SWAN LAKE London Coliseum

No other ballet is staged so often. No other ballet has had so many interpretations. Every great ballerina wants to dance the dual role of the white swan (Odette, pure and innocent) and the black swan (Odile, evil and erotic). It is a role to die for; or even murder for. So, If you are going to see only one ballet in a lifetime, it has to be Swan Lake; but, hopefully, it won’t be this version by St Petersburgh Ballet Theatre.

Yuri Gumbi’s 1996 staging, amateurishly lit, looks old-fashioned and is utterly lacking in any drama. Act III is particularly disappointing. There is no real fight between Good and Evil and the swans contribute absolutely nothing, not a flutter of panic amongst them.

Irina Kolesnikova is the box-office attraction and behaves as if she were a prima ballerina assoluta rather than as Odette and Odile. The black swan’s fouettes rightly win the biggest applause of the evening; but elsewhere her over-extended curtain-calls after each variation are slightly absurd. Her Prince is the very boyish Denis Rodkin, a dancer with fine technique, who does not act. Odile would almost certainly have eaten him for breakfast.

This entry was posted in Uncategorized. Bookmark the permalink.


# TASK REQUIREMENTS:
For the material that follows, list every line containing the word "Quality".

── MATERIAL TO PROCESS

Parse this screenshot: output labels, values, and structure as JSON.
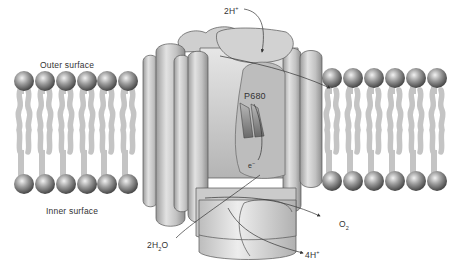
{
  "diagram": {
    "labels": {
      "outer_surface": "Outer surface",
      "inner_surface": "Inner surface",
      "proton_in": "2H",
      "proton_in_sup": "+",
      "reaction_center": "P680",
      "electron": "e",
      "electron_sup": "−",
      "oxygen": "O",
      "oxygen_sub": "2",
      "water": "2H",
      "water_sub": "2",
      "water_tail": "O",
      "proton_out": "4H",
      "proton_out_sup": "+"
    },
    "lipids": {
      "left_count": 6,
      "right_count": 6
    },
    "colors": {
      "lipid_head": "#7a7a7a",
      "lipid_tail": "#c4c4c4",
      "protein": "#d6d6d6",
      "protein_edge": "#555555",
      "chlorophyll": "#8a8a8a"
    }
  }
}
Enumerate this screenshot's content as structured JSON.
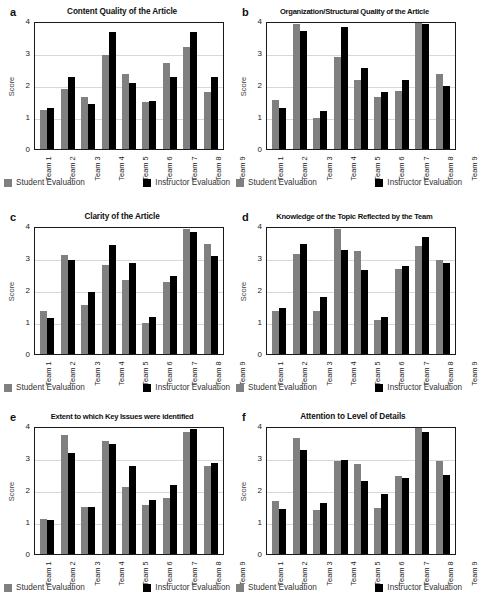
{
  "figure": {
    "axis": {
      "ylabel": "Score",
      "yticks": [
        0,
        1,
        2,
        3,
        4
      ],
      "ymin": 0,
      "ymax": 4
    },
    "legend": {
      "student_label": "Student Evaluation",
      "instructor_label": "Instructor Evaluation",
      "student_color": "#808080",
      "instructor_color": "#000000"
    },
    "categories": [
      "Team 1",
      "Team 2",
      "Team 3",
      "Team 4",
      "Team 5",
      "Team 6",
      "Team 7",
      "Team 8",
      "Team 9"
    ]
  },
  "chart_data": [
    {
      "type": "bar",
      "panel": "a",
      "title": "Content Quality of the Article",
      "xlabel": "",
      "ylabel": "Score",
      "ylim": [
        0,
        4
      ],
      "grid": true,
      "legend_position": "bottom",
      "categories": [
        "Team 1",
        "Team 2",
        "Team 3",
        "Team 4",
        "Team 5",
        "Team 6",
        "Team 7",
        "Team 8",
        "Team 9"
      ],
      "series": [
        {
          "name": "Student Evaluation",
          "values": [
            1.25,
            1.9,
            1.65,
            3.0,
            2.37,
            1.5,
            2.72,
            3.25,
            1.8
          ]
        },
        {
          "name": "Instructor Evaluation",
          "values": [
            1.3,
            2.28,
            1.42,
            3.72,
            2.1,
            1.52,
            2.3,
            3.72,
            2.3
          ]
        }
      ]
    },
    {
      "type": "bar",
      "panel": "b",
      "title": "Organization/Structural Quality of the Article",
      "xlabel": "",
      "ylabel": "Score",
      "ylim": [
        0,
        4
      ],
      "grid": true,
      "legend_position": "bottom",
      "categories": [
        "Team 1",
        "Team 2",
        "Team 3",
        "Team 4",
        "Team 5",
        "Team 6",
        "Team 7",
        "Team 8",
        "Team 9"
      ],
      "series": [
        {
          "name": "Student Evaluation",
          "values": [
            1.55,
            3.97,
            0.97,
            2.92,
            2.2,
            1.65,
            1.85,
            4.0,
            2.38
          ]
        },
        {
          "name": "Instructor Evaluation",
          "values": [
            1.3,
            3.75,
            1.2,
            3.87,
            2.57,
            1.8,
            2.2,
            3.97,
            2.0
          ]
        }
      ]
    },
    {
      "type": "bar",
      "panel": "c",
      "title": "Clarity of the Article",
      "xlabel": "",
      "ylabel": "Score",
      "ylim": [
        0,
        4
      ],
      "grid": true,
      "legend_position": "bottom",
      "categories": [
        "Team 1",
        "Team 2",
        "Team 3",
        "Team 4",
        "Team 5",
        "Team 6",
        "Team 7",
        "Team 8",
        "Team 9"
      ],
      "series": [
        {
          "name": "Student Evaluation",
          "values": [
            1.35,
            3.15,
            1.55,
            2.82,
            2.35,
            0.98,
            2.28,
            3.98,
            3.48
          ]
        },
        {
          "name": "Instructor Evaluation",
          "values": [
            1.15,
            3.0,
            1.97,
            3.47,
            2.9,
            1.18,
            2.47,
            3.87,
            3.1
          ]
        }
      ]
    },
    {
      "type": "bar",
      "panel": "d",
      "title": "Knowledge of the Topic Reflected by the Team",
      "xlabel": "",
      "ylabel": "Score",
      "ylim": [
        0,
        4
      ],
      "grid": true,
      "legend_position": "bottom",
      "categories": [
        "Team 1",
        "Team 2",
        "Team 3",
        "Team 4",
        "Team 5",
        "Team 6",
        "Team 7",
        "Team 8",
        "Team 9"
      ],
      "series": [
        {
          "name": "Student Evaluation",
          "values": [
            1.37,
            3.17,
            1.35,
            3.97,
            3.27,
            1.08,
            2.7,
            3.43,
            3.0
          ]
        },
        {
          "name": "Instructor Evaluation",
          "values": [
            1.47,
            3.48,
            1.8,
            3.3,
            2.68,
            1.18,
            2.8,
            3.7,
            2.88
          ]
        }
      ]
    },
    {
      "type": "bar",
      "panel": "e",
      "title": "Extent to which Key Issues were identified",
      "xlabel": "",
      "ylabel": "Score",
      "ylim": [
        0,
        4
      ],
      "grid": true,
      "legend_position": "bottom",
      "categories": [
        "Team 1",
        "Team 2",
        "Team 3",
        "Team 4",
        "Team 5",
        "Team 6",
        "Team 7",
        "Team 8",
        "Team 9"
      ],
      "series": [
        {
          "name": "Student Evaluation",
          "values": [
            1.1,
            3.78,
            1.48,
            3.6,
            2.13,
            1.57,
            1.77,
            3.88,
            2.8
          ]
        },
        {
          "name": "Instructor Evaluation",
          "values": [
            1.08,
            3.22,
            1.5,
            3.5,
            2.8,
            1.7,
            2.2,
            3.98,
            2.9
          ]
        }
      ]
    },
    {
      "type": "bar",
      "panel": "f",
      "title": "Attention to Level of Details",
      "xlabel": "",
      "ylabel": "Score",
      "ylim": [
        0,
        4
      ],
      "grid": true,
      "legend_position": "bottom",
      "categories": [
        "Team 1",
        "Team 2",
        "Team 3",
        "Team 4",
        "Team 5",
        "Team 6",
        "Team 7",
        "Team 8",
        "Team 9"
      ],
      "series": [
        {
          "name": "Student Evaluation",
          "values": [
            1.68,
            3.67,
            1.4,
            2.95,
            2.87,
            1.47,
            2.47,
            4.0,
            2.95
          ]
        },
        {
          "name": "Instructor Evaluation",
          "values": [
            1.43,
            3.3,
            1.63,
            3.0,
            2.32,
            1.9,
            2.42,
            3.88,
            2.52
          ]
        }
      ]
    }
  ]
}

────

# RESPONSE FOR THIS EXERCISE:
      "title": "Content Quality of the Article",
      "title": "Organization/Structural Quality of the Article",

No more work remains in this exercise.